Thursday, April 25, 2024
The Observer

Effectiveness of awareness weeks questioned

This past week, a group representing the Millennium Development Goals (MDG) hosted an awareness week on campus.

The task force has achieved some admirable goals, especially raising money for bed nets to prevent malaria in Africa, but some of its methods this week - especially the large electric construction sign outside DeBartolo - showed once again the problem with many similar weeks at Notre Dame.

The trend lately for students who want to drum up support for a cause, raise money for charity or point out an injustice in the world has been to host a week worth of speakers, events and, sometimes, protests.

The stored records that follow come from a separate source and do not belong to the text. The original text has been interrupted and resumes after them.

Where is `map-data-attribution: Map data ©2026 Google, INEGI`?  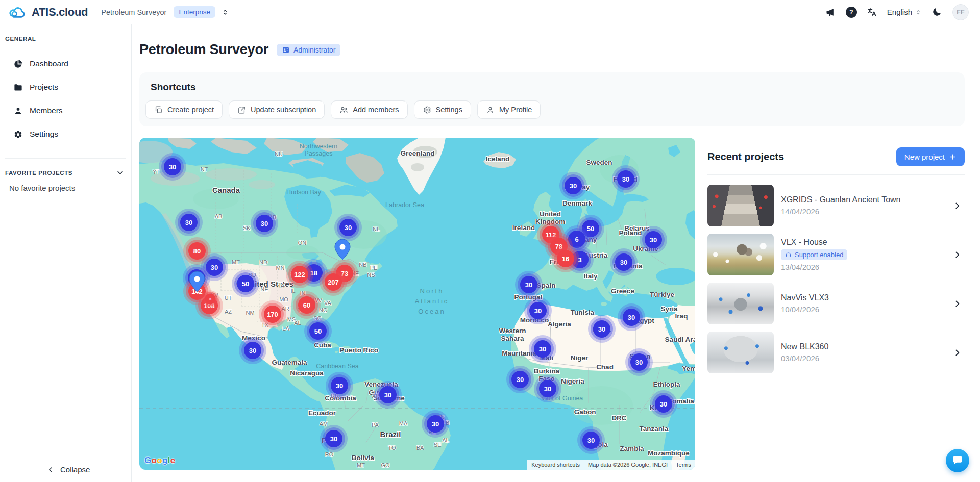
map-data-attribution: Map data ©2026 Google, INEGI is located at coordinates (628, 465).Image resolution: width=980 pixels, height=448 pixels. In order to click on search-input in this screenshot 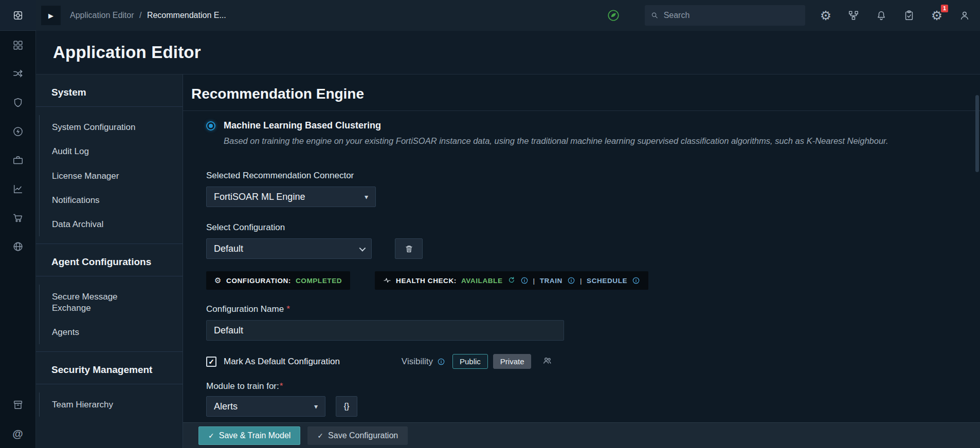, I will do `click(731, 15)`.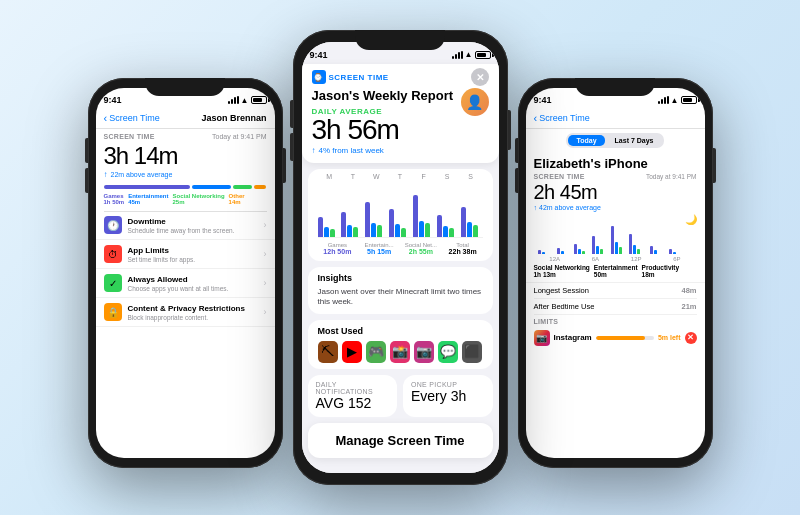 The image size is (800, 515). Describe the element at coordinates (245, 100) in the screenshot. I see `wifi-icon-left: ▲` at that location.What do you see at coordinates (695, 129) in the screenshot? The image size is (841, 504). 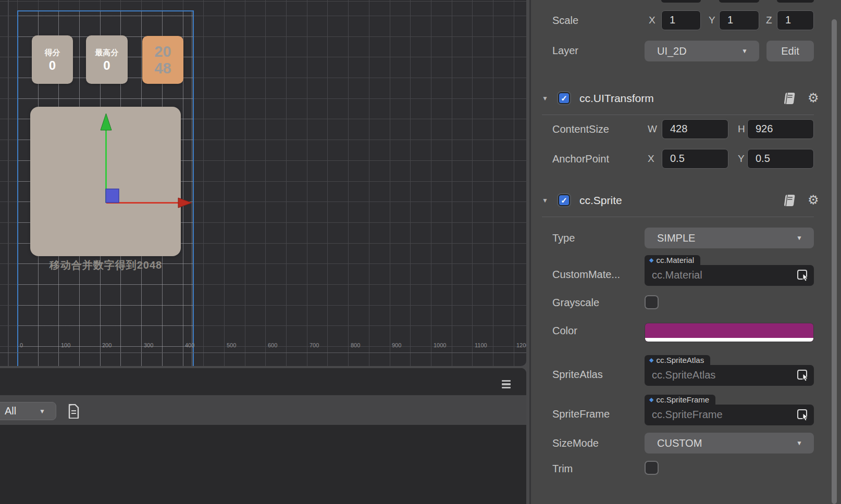 I see `contentsize-w-field: 428` at bounding box center [695, 129].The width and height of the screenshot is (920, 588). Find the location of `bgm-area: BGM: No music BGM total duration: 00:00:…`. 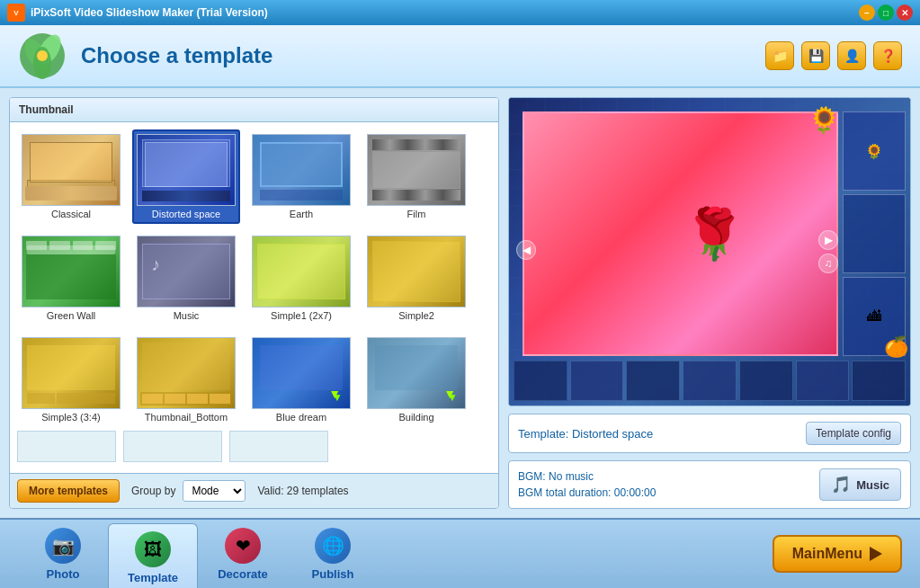

bgm-area: BGM: No music BGM total duration: 00:00:… is located at coordinates (710, 485).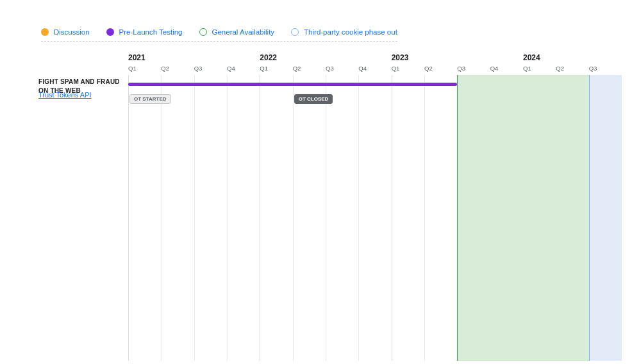 This screenshot has width=641, height=364. I want to click on legend-item-cookie: Third-party cookie phase out, so click(344, 32).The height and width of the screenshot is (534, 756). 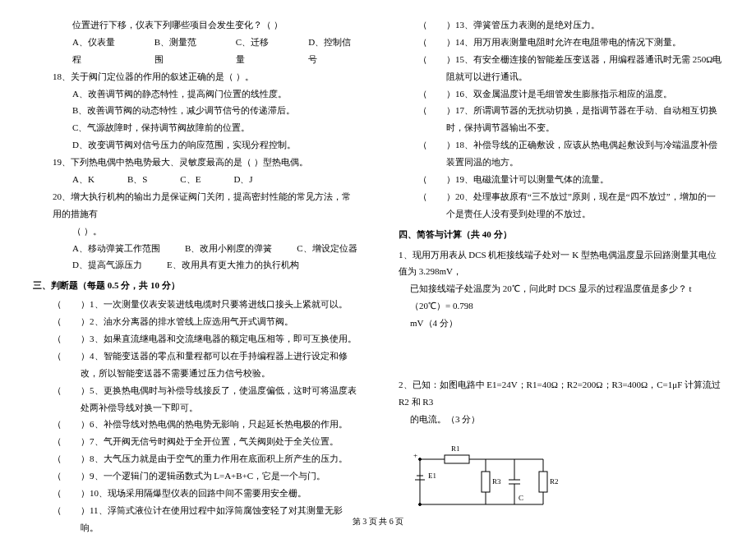 I want to click on judge-item-19: （）19、电磁流量计可以测量气体的流量。, so click(x=560, y=179).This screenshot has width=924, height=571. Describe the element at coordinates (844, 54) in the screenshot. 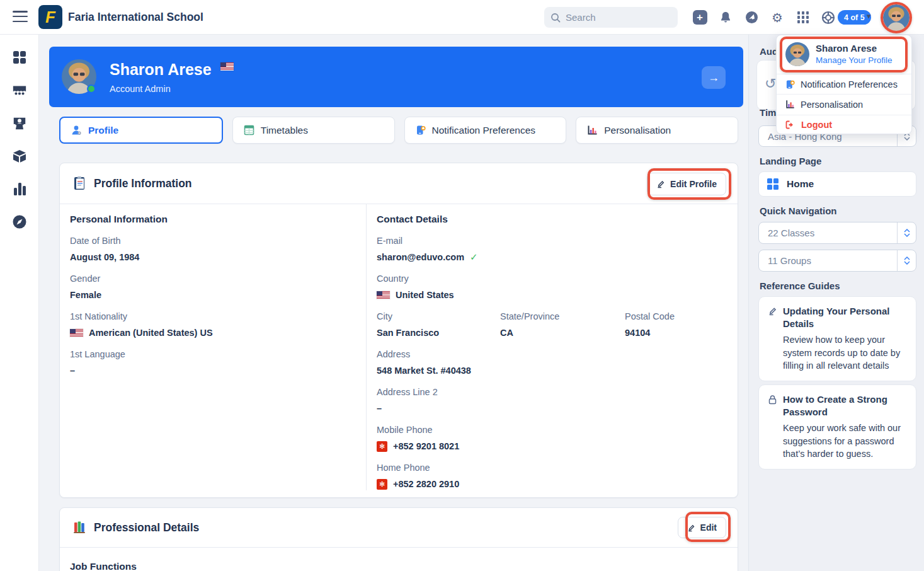

I see `dropdown-header: Sharon Arese Manage Your Profile` at that location.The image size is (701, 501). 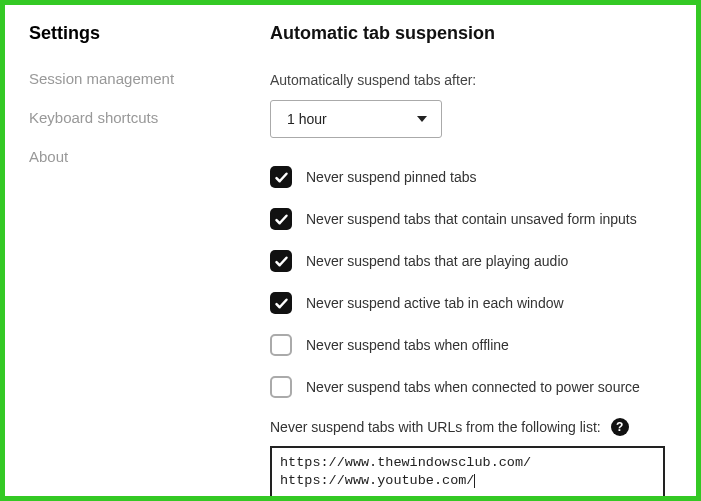 What do you see at coordinates (356, 119) in the screenshot?
I see `suspend-after-select: 1 hour` at bounding box center [356, 119].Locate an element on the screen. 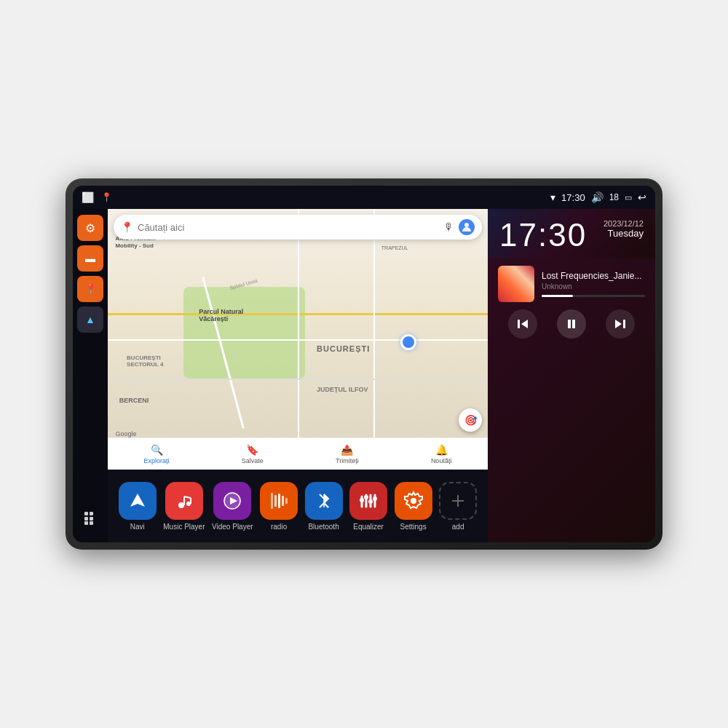 Image resolution: width=728 pixels, height=728 pixels. prev-icon is located at coordinates (523, 324).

But unfortunately for the organizers of awareness weeks, the reaction from many students is not one of empathy or support, but rather one of disinterest or even annoyance - even for causes with no opponents, like AIDS research or sexual assault prevention. Weeks that are not well organized don't make an impact. Weeks that flood students with information don't succeed in conveying one clear point. Weeks that immediately follow other awareness weeks don't find as broad an audience and risk confusing their cause with one of another group.

What do organizers need to do better to buck this trend?

First, students need to see that when they participate in an awareness week, they are somehow contributing to the cause. "Awareness" is all well and good, but it is simply a first step. While it's necessary in order to make future progress, it's not yet a direct benefit to the cause.

The easiest way to do this is to raise money. Instead of handing out donuts and flyers outside DeBartolo, why don't groups sell the donuts and give the proceeds to charity? Even more effective would be T-shirts, which students could then sport throughout the week - a tactic that some organizations, like the MDG task force, do already.

Another issue is the concentration of awareness weeks in the spring semester. Many groups probably want to avoid football season, which makes sense, but what if some organizers shifted their week to a different time in the year? That would prevent awareness-week burnout. A second idea would be spreading events out over a month, rather than cramming a weighty message into one week.

In order for that to work, of course, the groups would have to work together. If organizers give each other space and time to showcase their cause, everyone will benefit because students won't confuse multiple awareness weeks with each other - a legitimate problem, and a real disappointment. Instead of building momentum, many weeks seem to come and go with no real groundswell of support afterward. Increasing the time in between awareness weeks or changing to a month-long system would generate more support and allow more time to process important information.

Students driven to work for change can greatly benefit the rest of campus by explaining and promoting their causes. The challenge is to do so in a way that's engaging, informative and productive.

That can only be achieved through greater organization and coordination, and that is how students can become forces of change, rather than simply advocates for it.